Underdog: The Last Briefcase
Underdog is a noir heist game that asks a simple question: what happens when your crimes change the city itself? Play as Mad Dog, a washed-up criminal dragged back into the game. This is not about being a hero. It is about what is left when everything else is gone.
Set in a 1950s metropolis ruled by animal gangs, Underdog mixes third-person shooting, platforming, and systemic consequences. Every job you pull has weight. Steal a briefcase, betray a family, and watch districts mutate as the balance of power shifts. You do not just loot the city. You reshape it.
A City That Reacts to Your Choices
The core hook is beautifully simple and dangerously addictive. Each briefcase you steal and deliver nudges control toward a faction. When reptiles gain sway, entire districts become winding sewers with pipes that reopen traversal options. When penguins rule the streets, the environment freezes over and gameplay shifts to skating, shooting, and dodging on ice.
This is systemic storytelling in action. The map is not static background art. It is a living board where territories transform in response to your crimes. That means a single heist can change not just who holds the wallets, but how you move through the city on the next run.
Traversal Is Power
Movement in Underdog is not an afterthought. It is a weapon. The game rewards momentum and experimentation with its colored-bullet mechanics. Yellow bullets let you shoot downward mid-air to double jump. With six bullets in the barrel, you have six double jumps. Blue, red, and green bullets hint at other traversal tricks and surprises to discover as you play.
Keep an eye on ammo. Your ability to chain jumps, reposition, and escape depends on staying stocked. That makes each encounter a high-stakes trade-off between aggression and mobility.
Gunplay, Momentum, and Consequence
Combat is tight, vertical, and unforgiving. Weapons behave with distinct personalities, arenas are built for positioning and flow, and enemies present varied patterns and threats. The design principle is clear: no wasted motion. No second chances.
Rather than sprawling firefights, encounters emphasize precision and timing. Use verticality to your advantage, string movement into offense, and choose when to provoke chaos and when to slip away and let rival families destroy each other.
A City Painted in Black, White, and Blood
Visually, Underdog leans into stark contrasts. The world is rendered mainly in black and white, with sharp splashes of color used as signposts. Color highlights what matters: a neon sign, a marked door, a dangerous enemy, a traversal route, a briefcase waiting to be stolen. In a city full of shadows, the things you need to notice do not hide for long.
This palette supports the game design. It clarifies threats and objectives at a glance while reinforcing the noir tone.
Final Notes
Underdog promises a compact, systemic heist experience where decisions ripple outward and the city itself becomes a scoreboard. If you like your noir with momentum, tactical gunplay, and a world that reacts to your misdeeds, Mad Dog's last briefcase may be worth walking into the dark for.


Pull out every line with the word "アラート設定" from the entries below.
┌──
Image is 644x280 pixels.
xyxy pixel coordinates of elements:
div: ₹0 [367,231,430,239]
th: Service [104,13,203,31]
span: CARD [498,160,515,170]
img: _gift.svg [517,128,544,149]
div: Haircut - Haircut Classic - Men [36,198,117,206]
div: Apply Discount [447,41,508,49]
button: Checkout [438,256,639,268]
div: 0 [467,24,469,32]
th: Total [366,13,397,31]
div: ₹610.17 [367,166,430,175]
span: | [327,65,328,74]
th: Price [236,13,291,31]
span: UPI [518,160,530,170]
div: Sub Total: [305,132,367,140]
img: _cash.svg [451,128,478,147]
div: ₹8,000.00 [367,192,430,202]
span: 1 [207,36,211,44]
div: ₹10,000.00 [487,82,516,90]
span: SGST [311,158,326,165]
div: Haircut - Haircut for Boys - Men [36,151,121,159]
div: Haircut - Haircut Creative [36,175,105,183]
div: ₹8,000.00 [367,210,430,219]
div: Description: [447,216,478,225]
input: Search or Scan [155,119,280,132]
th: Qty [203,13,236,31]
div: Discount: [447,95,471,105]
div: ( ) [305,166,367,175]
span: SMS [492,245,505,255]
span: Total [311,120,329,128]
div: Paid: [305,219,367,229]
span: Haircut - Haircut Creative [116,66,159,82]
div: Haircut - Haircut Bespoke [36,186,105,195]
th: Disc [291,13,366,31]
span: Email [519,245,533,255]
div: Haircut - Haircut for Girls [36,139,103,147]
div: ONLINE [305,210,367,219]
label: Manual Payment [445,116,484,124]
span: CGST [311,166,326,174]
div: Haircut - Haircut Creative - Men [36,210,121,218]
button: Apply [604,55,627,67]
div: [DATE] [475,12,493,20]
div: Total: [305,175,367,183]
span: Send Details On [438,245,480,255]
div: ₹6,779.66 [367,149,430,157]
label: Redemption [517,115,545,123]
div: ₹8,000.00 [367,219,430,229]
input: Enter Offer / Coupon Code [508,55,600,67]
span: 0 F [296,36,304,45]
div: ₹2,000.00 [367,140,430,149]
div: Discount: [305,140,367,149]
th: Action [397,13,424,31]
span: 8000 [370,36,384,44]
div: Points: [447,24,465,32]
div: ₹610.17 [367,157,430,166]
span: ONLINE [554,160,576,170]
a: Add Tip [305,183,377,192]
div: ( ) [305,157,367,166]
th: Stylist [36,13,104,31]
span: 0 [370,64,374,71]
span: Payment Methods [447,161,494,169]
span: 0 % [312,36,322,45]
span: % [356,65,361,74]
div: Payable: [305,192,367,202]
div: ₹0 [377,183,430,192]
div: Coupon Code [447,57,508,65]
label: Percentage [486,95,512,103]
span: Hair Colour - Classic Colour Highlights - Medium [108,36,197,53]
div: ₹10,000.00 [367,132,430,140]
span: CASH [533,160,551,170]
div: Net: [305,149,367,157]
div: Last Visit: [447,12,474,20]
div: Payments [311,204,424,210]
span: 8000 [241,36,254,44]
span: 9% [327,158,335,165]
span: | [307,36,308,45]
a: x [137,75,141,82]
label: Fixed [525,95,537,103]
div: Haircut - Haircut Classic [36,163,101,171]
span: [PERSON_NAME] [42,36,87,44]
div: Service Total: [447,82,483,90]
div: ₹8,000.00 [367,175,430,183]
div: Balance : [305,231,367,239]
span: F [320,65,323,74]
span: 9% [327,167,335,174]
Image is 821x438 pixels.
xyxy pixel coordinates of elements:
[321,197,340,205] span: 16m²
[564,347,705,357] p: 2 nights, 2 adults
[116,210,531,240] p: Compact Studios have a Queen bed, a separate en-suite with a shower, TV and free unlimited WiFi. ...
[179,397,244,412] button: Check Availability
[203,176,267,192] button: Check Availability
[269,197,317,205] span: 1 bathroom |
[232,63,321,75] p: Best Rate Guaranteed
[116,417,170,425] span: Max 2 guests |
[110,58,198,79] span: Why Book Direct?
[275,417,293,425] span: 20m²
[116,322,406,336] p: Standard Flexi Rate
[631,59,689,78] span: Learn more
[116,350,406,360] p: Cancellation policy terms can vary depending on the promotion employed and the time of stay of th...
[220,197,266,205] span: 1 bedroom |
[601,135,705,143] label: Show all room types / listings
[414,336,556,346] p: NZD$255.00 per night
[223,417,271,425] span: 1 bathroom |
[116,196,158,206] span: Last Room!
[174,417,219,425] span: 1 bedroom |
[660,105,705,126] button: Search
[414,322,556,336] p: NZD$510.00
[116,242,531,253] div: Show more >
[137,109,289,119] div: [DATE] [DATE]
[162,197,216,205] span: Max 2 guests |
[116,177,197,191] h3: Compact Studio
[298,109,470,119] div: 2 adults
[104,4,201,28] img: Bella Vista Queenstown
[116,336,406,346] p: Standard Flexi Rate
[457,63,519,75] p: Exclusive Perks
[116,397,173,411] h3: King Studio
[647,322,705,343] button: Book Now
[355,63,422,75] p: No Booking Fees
└──
┌──
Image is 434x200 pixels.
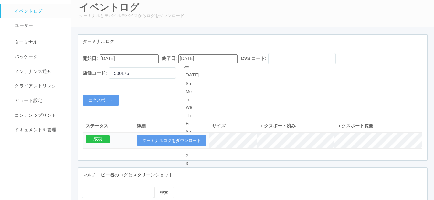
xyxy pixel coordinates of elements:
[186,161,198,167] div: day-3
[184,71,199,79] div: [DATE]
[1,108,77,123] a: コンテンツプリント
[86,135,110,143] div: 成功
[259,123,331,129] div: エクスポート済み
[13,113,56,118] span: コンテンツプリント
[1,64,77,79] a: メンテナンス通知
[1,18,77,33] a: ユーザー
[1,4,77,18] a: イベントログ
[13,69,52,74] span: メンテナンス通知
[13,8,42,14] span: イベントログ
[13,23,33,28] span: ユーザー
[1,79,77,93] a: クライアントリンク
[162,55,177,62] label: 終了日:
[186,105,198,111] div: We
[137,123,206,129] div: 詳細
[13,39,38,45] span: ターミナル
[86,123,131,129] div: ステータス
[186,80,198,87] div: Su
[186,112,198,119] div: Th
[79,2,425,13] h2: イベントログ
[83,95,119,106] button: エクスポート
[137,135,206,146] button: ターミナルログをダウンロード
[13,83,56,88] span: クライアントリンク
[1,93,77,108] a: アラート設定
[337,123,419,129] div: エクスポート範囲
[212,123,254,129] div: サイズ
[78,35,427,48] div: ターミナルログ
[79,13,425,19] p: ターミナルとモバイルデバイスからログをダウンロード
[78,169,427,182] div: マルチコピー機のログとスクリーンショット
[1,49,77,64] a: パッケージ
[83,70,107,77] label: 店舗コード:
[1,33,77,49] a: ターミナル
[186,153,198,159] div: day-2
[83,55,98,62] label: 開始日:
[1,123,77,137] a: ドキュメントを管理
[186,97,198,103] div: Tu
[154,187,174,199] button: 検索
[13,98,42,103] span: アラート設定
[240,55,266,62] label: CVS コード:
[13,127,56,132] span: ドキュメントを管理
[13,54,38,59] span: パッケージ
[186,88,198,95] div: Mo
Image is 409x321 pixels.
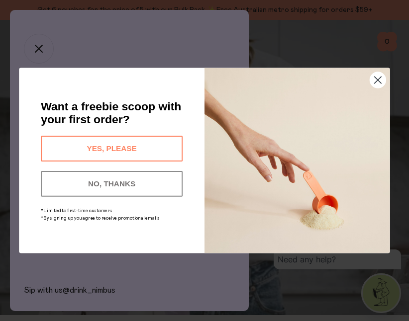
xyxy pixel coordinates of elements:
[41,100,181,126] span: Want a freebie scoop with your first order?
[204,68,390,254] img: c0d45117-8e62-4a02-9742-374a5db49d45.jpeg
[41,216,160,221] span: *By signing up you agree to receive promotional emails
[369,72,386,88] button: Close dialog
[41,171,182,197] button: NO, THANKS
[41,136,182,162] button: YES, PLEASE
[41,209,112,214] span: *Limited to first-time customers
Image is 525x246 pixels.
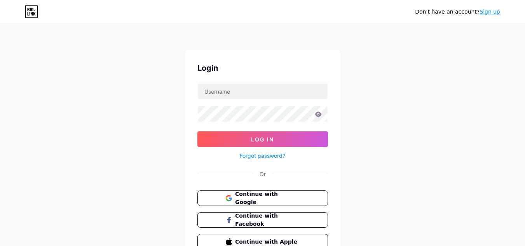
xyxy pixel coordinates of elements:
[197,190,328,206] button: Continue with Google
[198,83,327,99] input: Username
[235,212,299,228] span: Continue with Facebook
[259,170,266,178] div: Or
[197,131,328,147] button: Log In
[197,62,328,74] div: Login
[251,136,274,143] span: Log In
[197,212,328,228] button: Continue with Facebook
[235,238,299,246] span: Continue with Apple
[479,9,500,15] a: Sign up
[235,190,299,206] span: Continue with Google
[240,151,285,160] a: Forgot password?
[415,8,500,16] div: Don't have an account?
└──
┌──
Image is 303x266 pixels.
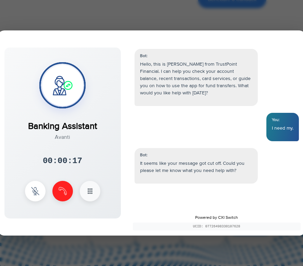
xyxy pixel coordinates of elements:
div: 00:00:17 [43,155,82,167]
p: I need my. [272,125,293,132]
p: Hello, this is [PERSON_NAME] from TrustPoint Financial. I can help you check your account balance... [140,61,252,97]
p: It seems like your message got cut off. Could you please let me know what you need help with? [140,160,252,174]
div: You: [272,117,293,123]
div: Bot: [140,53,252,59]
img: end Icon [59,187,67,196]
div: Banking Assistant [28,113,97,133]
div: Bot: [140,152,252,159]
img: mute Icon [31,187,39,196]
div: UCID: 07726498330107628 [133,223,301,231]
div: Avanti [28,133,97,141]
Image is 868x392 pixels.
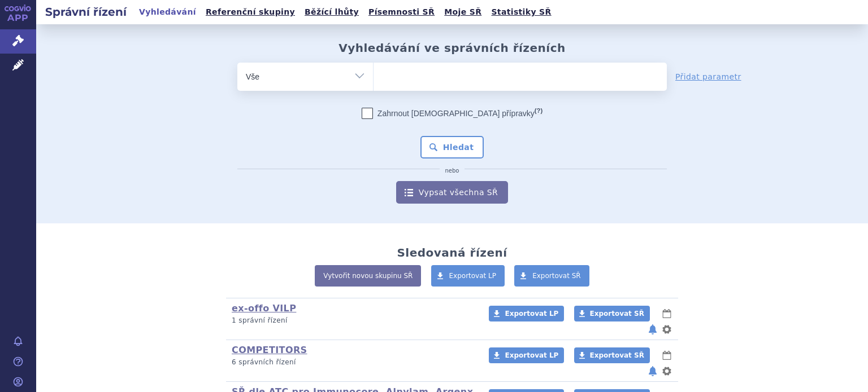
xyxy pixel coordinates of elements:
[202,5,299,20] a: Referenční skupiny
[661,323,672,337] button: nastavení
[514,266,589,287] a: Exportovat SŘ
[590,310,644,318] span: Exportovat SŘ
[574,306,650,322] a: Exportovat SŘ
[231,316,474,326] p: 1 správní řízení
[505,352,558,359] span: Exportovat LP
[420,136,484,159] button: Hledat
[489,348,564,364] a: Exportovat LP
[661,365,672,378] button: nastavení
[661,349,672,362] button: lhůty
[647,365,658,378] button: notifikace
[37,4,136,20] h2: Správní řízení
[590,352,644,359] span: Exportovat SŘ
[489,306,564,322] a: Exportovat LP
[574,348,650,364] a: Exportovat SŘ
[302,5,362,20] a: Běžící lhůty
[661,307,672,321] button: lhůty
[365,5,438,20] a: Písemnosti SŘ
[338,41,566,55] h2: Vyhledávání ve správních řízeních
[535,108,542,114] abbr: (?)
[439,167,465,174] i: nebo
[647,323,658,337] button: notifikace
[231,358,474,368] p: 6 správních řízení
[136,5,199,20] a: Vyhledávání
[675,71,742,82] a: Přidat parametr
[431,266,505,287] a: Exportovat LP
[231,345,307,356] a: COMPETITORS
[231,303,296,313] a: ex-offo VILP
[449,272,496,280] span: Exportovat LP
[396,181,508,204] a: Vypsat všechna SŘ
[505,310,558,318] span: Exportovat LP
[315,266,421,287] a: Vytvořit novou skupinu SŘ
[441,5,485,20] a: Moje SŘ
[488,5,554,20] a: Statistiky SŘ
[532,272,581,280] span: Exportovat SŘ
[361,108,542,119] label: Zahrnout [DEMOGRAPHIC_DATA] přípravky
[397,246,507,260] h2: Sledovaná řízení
└──
The completed task:
[1,93,77,108] a: アラート設定
[13,98,42,103] span: アラート設定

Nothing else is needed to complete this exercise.